Sunday, May 31, 2015

Live Complexely.

It feels a little like an insumountable task to write about The Complexity of Belonging, to portray what it means to me, to communicate the effect it had on me. But I feel obligated to try, so here goes.

This piece connected with me on a level that I have never experienced before. The mixture of impeccable acting work and stunning choreography and dancing wove together to  create a piece that shook me to the core. It was an extremely important piece of theater, that beside being meaningful to young people in this world, was also visually stunning and used technology in a integrated and mature way. Seeing this piece lit the dancer fire that still live in me. It was incredible, the dancers at Chunky Move are astounding and the fact that I couldn't tell the difference between the actors and the  dancers is so very impressive to me. When most of the time I see actors doing movement or dance there's a part of me that cringes at the lack of technical skills.

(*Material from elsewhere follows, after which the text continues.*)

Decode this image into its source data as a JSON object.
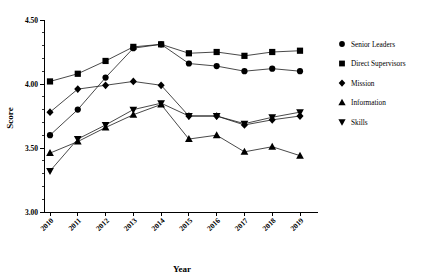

I've always believed that complexity is the most important aspect of life and art and understanding. That everything we see around us is inherently more complex than we could ever imagine and that trying to simplify those things is at least a disservice and at most horrendously offensive. And this piece is about just that. Including thoughts on lonliness and togetherness and pain and understanding and love and what women want from oral sex. It's about life, in a beautiful, messy and dangerous, way that doesn't try to answer any questions that seems more honest than any piece of theater I've seen in a long time. And at its very center it evokes feelings and thoughts about the fact that defining yourself by the people around you doesn't work. And that you can learn and learn and learn about the world and meet people and fall in love and make connections but at the end of the day what you really have is yourself. And it wasn't some bullshit lesson about self-love, its about being able to look at yourself complexly. To not force yourself into a box, to, "Look past the broken pieces."

But if I learned one thing from this performance, it was that this is the sort of work I want to do. And I don't have to choose between dance and acting, and that both parts of me can coexist and create something more beautiful and important than they ever could apart.